Oireachtas Joint and Select Committees

Tuesday, 30 June 2020

Special Committee on Covid-19 Response

Impact of Covid-19: SME Recovery

Mr. John A. Moran:

On the modelling, things may have improved, as I suspect, in the Departments since the previous crisis, but it is some combination of the people with the right information working together. It is the Central Bank and the Revenue, probably led by the Department of Finance and backed up by the ESRI, which has robust models to be able to look at different scenarios as to how we do that. That probably helps on that one, but with proper information. We need to ask SMEs and others what losses they have incurred. We are running a survey but others can run them too.

On the sharing of the burden and institutionalised landlords and small landlords, just the same way as business is both big and small, landlords are big and small. The Deputy is absolutely right that we have a burden that has hit a particular sector, but if it collapses, the burden moves along through the system and others recover. There is a need to find a fair mechanism to share that burden. Ultimately, the fairest and simplest way to share a burden in this country is for the State to take it on, in effect, and redistribute it either to specific sectors or through general taxation. As the Deputy has said, there is not enough money to pay everybody, so it is by reimposing levies or taxation measures on sectors that can do it. It is really important that we do not stop the decision about whether to lift the burden from SMEs by not being able to figure out who should pay for it in the next year or two, the next ten years or whatever. The State is uniquely positioned to lift that burden, spread it over a number of years and reimpose it as it sees fit, whether it is on institutional landlords, smaller landlords, utility companies or wherever else. That is the mechanism of State, and it is the job and responsibility of politicians, which is a heavy responsibility at times like this, to make those hard choices. That is why July and October are really important in respect of this.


**Task**
Could you report every line of the listing below that holds the word "Assignee"?

**Given data**
━━━━

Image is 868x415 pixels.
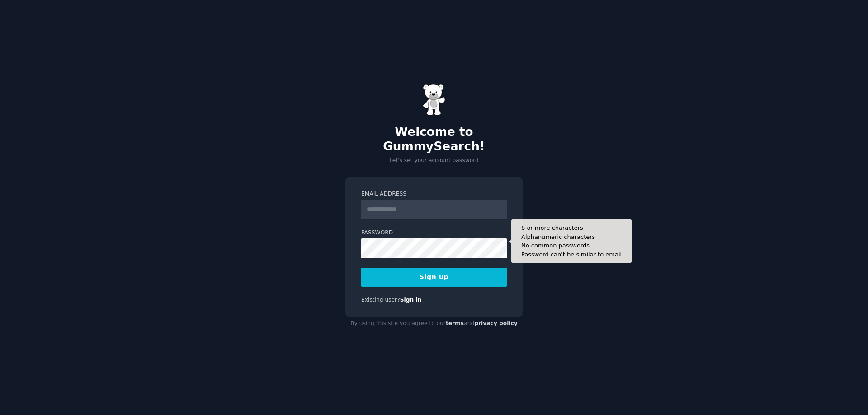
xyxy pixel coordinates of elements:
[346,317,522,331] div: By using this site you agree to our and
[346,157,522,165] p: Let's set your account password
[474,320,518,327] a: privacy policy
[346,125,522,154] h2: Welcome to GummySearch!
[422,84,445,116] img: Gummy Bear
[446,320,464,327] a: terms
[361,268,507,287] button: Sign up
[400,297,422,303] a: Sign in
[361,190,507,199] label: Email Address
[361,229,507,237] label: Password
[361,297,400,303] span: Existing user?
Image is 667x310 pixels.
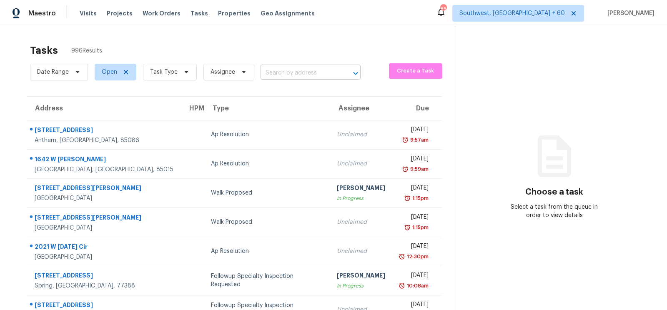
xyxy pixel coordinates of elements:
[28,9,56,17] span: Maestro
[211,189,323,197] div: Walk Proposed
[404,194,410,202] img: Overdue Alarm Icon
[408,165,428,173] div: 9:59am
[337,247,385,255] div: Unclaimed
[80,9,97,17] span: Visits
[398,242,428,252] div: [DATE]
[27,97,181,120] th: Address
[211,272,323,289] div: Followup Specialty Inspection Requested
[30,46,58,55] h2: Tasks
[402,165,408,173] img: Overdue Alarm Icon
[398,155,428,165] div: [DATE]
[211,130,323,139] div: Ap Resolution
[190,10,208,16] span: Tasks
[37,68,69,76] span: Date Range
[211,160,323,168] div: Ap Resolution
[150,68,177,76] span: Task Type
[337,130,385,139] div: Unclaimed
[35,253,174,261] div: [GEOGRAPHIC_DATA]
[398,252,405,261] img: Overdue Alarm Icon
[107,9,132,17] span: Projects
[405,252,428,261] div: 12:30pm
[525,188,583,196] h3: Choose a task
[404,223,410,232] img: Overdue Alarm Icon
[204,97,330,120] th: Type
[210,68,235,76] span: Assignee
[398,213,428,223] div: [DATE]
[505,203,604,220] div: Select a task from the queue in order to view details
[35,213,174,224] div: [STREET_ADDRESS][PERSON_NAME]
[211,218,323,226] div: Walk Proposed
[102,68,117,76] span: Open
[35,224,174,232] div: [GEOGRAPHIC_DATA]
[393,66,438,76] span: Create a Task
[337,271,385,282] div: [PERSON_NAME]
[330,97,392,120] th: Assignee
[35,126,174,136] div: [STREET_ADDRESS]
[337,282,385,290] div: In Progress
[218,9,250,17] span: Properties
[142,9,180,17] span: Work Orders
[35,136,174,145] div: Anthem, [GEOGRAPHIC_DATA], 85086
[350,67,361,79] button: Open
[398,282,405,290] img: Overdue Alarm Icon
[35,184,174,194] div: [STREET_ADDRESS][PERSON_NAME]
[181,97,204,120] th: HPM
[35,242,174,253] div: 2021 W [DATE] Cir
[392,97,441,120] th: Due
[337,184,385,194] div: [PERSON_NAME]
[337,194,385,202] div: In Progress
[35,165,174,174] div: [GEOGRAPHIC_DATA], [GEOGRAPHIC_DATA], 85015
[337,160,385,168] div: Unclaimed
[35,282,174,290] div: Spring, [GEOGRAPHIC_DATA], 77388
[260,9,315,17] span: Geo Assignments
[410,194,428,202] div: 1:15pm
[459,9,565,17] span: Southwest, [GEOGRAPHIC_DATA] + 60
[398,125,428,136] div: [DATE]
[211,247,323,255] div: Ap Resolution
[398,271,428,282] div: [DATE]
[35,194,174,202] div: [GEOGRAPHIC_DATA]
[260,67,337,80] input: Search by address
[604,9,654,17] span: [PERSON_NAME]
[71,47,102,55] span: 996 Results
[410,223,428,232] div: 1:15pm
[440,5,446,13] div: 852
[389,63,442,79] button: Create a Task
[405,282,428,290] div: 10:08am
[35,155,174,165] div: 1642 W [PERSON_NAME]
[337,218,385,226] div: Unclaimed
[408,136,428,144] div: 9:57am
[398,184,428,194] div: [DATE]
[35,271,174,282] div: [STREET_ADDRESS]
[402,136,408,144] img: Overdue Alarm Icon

━━━━

**Task result**
[210,68,235,76] span: Assignee
[330,97,392,120] th: Assignee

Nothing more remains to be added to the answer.